The block damage is null *and has been* null in cases where the block
has already been cleared. Consumers are supposed to use the
getDamagerBlockState instead.
Always passes the respective block to a damage source when passing a
block state. While we could technically use the damageSourcePosition
here by, we'd have to translate it back to a block position by
subtracting .5 from all its components.
Such behaviour however relies on the caller logic's mutation of the
damageSourcePosition and will break once this position is not the centre
of the block.
Passing in the block at the specific callsite is a lot more future
proof.
While the running server will still be using the recently introduced
copy-mechanic for vanilla command namespacing, the data converter logic
relies on the fact that namespaced aliases were redirects as well.
To not break the converted, the commands type now takes a modern flag
only set by the running server.
While the paper command system no longer uses redirects for namespaced
registration, vanilla still does. This means that removal of vanilla
redirecting target nodes still causes issues, e.g. the removal of the
vanilla 'msg' node in favour of a command alias one.

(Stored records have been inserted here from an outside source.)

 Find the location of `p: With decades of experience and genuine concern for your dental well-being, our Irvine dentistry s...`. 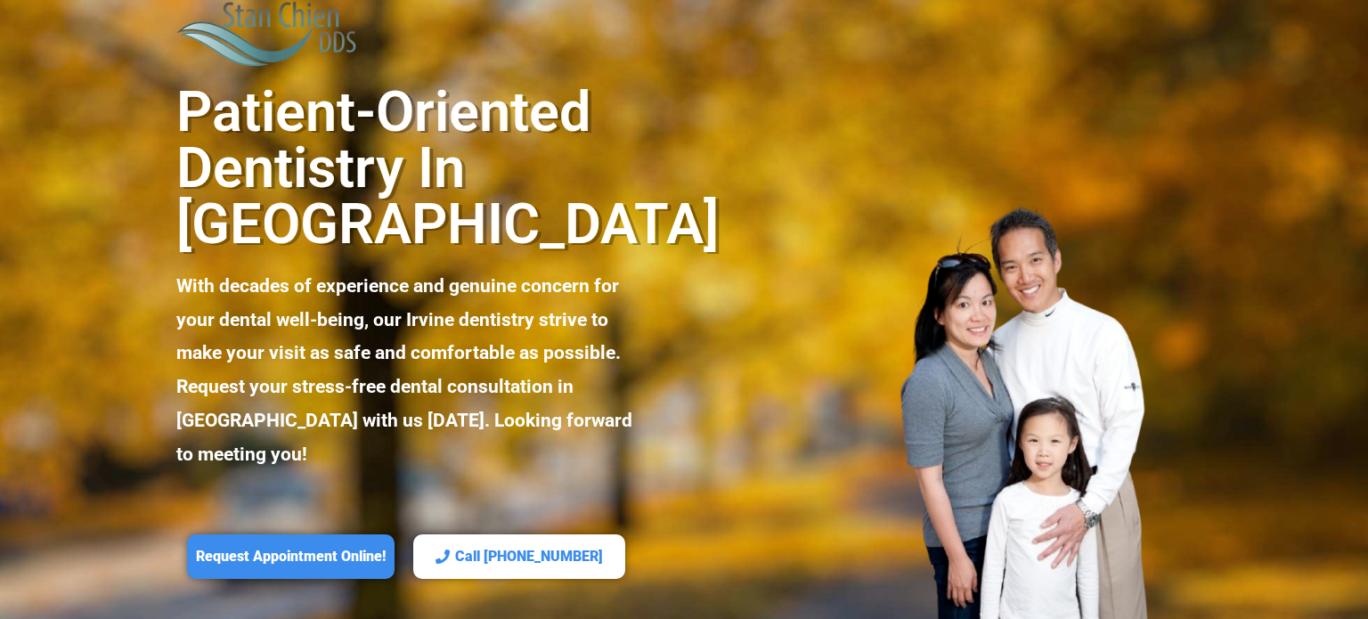

p: With decades of experience and genuine concern for your dental well-being, our Irvine dentistry s... is located at coordinates (404, 370).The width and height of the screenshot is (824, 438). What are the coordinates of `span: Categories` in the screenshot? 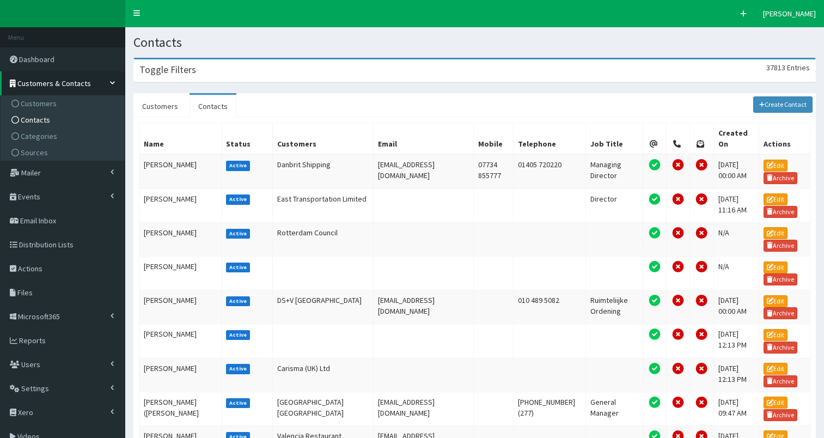 It's located at (39, 136).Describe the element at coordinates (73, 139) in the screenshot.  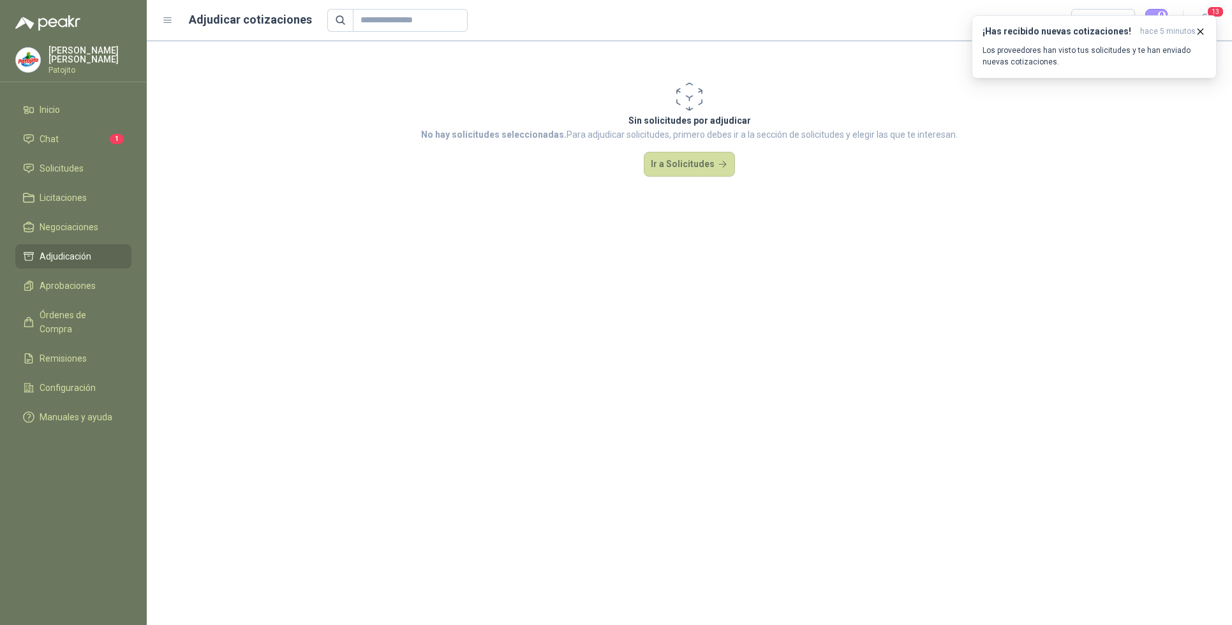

Redirecting nodes like tell, minecraft:msg and minecraft:tell are broken
by this and need to by flattened before sending them to the client.
* Mention missing impl
* Clean the implementation out of years old code
* Change the jd comment
* Move to default method
---------
Co-authored-by: Bjarne Koll <lynxplay101@gmail.com>
Player info packets carry chat state to other clients since the
introduction of chat signatures. Queuing these packets while force
pushing chat packets allows for potentially inverted packet order, which
may cause chain corruption on clients.
If the player is not affected by movement through blocks, then
storing the movement would eventually invoke logic to apply effects
caused by moving through such blocks. For example, moving through
a portal in spectator mode and then later switching to creative mode
would portal the player.
This allows plugins to access chunks slightly outside of the
max world border (such as ones which may be loaded naturally
by players) without tripping any logs.